Special Mention
2008 Skyscraper Competition
Christopher Talbott, George Tolosa
United States
The Freeway Interchange Tower seeks to reclaim the “throw-away” land often left in the wake of massive highway junctions, typically an abandoned, unattractive space at the center of maze-like crossings. These infrastructure nexus not only serve as transportation nodes, but also act as buffers between differing land conditions, uses, and city environments. In this particular site, the freeway interchange is bordered by low density residential neighborhoods on the south and east sides, a nearby institutional center to the north, and a major drainage canal to the northwest. With such proximity to varying uses and zoning regions, the interchange often becomes the separating barrier.
The intent of this proposal is to elevate the status of the interchange from utilitarian infrastructure to one of regional unifier. By sucking up the visual language of southern California’s formidable freeway system and coalescing it into an iconic high-rise, the tower can act as a symbolic ribbon that ties the area together, signifying the crossing points of the cities of Anaheim, Orange and Santa Ana. The mixed-use program of the tower – retail, commercial office and high end hotel near the top – completes the micro-arcology of the area, complementing existing nearby residential and recreational uses. At the same time, the tower reinforces the Southern California automotive culture, celebrating the constant dynamism and technological achievement of its impressive freeway system.
In a vision for the future of the these endless sprawl zones so ubiquitous to southern California, Interchange Tower would be the common place connecting and completing the local ecosystems. With the development of “community towers”, destination nodes would be created that enhance local economic stability (retail), relocate and diversify commercial office space, as well as form areas of vertical social density encompassing high end hotels and condominiums. Ironically, the Interchange Tower would serve to reduce the burden of excessive automobile transportation by creating waypoints; however, this intervention would also begin to render the mega interchange (its habitat) obsolete with the reduced need for such infrastructure.

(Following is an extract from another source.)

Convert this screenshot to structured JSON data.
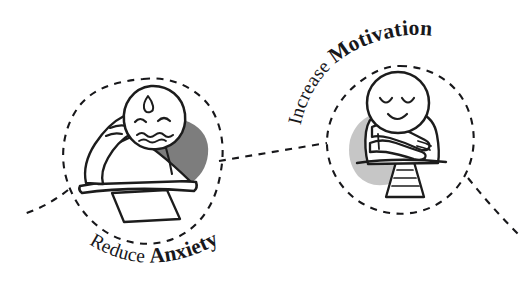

In conceiving the idea of the Interchange Tower the parti was developed in which the freeway strata was brought quite literally into the tower, forming a symbiotic relationship between site context and object. As the automobiles are brought into the building, they would circulate up to the parking levels which are followed by retail and observation decks, office space, hotel, and final a sky lounge. In order to create a unified language based on the sweeping lines of the freeway below, the tower’s outer skin is composed of a helical ribbon of aluminum panels which serve two main functions; first and foremost a sound damping system to control the noise inherent of its surroundings, and secondly as a sun shading device which is more sinuous at the lower levels to allow more or less light at the upper levels, where solar shading is necessary.